Boca Raton's city council puts Wi-Fi at bottom of priorities: The council would prefer a paid system to bring in revenue, and points to what they characterized as an expensive and failed downtown Wi-Fi test in Orlando. The assistant city manager cites a few cities he says that have installed "hot zones," but it's an odd selection, and most of these kinds of hot zones are paid for with private money (downtown chambers of commerce or privately funded by ISPs). Other statements appear a little odd, too, frankly.
Pittsburgh pauses: While it seemed ready to sign a utility pole agreement with US Wireless to provide a combination of paid, limited free, and digital divide Wi-Fi service citywide, the city council had an odd vote (three for, three abstain, three absent) on a proposal they needed to sign off on for the deal to proceed. They may vote again on Tuesday. One abstainer said he wants a term shorter than seven years. There's also reportedly concern that US Wireless's deal has incentives that make an unlevel playing field. EarthLink has apparently offered to build a network with no incentives. A few days ago, I wrote about "Muni-Stall," or the apparent delays that emerge when municipal decisionmaking is engaged. Elected officials often make decisions slowly, regardless of early quick progress, and that's not a bad thing when long-term contracts (five to 15 years, often) are involved.
Suffolk County considers unwiring 900 square miles: There are 1.5m residents of this New York county which would bid out for a private firm to bear all risk and cost associated. It might include pushing service out over the water, too, given the extensive coastline. Suffolks is an odd mix of non-urban landscape, this article in The New York Times explains, which may make it appealing for Wi-Fi coverage. A local Wi-Fi/networking guru, Craig Plunkett, wrote a response to an early floating of this plan almost three months ago.
I don't know if there's more to the grouping of articles here than you intended, Glenn, but I took the bait and blogged on MetroNetIQ this morning with an article I titled "The Great is the Enemy of the Good." The theme I see could as easily be called "Better Safe than Sorry" - the prevailing city official view on wireless broadband. These deals only seem to move forward when a private partner steps forward to shoulder all the risk, and even then, that might not be enough for some.
I submit that there's another way to move forward - widespread public education and public relations and small scale demonstration network deployments - that will engage the public, reduce the political risk, and still, move the ball forward. Focusing on extensive debate to acheive zero-risk, large-scale deployments in a "winner-take-all" approach is in fact, counter-intuitive. It raises the risk at the same time it lowers the chances of near-term benefits for the public.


**Problem statement:**
Where a line in the material below has the string "value", please report it.

========================================================================

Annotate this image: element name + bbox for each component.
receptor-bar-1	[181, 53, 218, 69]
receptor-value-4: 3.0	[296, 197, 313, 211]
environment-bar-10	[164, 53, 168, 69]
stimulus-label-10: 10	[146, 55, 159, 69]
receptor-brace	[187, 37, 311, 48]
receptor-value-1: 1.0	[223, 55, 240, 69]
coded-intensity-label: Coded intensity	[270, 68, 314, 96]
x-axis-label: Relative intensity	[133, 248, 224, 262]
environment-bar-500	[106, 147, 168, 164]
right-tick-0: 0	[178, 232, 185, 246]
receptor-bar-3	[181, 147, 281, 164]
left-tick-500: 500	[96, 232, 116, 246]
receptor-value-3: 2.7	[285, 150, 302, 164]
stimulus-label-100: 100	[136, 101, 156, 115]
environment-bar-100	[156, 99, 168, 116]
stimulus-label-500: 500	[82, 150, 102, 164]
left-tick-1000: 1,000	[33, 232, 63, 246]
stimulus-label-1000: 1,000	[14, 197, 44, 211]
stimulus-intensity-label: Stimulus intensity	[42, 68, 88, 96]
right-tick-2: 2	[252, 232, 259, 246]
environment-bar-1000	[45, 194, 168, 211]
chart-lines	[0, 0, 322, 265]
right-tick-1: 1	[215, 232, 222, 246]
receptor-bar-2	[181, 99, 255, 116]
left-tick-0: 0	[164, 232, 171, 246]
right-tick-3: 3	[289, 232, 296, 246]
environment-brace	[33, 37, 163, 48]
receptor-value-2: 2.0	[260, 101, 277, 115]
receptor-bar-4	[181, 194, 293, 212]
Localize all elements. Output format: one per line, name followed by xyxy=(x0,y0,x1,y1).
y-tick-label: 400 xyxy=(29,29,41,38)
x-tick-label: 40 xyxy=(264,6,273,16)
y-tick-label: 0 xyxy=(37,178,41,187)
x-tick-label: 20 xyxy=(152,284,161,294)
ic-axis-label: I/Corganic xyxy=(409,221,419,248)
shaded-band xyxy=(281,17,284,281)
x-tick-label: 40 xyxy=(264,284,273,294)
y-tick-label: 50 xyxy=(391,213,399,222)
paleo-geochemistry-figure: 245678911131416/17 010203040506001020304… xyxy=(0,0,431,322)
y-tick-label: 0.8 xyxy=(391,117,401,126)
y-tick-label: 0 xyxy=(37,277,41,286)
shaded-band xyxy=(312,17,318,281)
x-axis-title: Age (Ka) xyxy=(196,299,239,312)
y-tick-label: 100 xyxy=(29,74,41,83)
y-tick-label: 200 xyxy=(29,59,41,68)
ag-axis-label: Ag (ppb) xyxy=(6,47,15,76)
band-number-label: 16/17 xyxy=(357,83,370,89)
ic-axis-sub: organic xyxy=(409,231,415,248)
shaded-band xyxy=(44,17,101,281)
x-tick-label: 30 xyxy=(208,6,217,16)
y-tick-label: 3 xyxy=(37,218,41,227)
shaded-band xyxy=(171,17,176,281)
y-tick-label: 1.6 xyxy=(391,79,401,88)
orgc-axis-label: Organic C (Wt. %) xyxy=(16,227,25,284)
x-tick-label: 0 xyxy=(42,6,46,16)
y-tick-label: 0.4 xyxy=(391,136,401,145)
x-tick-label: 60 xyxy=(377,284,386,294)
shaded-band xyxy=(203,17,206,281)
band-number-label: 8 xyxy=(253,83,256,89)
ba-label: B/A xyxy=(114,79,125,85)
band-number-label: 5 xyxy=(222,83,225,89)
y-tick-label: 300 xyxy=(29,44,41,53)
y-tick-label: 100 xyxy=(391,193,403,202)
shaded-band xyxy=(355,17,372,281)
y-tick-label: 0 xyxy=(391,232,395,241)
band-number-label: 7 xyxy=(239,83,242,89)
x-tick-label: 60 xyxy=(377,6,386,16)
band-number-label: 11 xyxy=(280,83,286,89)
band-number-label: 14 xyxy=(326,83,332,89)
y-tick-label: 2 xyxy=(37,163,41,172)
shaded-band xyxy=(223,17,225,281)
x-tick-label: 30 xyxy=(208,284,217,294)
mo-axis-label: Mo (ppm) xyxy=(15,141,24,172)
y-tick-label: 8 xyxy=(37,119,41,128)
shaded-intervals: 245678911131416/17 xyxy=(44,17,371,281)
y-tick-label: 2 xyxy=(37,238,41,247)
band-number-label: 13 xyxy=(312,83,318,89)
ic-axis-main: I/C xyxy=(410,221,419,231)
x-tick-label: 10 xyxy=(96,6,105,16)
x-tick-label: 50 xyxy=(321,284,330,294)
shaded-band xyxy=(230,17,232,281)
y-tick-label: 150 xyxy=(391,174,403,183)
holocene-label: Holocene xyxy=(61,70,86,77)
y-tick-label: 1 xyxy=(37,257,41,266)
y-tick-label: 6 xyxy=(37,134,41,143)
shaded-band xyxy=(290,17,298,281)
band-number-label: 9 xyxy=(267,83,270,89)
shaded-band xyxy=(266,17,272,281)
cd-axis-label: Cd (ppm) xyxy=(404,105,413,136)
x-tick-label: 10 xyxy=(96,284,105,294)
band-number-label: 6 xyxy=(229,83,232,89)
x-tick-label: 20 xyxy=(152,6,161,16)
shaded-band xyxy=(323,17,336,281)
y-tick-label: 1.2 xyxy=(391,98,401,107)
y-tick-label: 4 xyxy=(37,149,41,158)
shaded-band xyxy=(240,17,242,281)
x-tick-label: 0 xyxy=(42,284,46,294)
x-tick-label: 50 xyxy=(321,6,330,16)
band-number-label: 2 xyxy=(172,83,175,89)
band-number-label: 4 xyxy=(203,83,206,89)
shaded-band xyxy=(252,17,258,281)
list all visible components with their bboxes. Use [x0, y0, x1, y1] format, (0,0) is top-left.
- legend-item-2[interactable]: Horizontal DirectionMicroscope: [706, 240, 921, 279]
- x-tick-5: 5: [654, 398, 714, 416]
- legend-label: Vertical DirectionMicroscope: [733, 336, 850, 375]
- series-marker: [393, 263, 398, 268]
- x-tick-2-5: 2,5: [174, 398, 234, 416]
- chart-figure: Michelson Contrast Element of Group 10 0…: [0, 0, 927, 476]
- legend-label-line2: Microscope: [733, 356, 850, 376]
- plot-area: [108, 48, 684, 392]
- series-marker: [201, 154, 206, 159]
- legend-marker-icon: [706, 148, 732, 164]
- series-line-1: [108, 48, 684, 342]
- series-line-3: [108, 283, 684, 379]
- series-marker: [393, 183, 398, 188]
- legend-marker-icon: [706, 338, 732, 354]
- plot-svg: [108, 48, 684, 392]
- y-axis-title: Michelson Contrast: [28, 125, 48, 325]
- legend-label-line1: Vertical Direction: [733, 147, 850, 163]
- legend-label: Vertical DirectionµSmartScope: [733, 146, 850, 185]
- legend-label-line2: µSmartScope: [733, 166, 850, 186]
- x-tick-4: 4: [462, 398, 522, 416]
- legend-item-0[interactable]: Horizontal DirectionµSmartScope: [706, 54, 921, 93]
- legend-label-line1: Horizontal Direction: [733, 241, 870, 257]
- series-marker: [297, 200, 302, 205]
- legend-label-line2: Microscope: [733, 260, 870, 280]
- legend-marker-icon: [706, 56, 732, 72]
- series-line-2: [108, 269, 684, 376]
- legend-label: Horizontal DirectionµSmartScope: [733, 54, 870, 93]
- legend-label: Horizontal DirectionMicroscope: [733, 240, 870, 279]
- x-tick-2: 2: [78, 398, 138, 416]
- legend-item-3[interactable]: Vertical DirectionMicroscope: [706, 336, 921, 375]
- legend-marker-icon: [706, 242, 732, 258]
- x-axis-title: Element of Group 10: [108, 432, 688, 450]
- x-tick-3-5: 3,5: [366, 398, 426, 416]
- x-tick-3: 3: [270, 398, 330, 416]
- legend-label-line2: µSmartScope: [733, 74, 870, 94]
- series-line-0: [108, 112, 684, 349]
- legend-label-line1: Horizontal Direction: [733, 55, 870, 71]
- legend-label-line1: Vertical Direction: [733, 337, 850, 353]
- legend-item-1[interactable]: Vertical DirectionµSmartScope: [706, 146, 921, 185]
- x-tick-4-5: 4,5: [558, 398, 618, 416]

========================================================================

**Result for this task:**
receptor-value-4: 3.0	[296, 197, 313, 211]
receptor-value-1: 1.0	[223, 55, 240, 69]
receptor-value-3: 2.7	[285, 150, 302, 164]
receptor-value-2: 2.0	[260, 101, 277, 115]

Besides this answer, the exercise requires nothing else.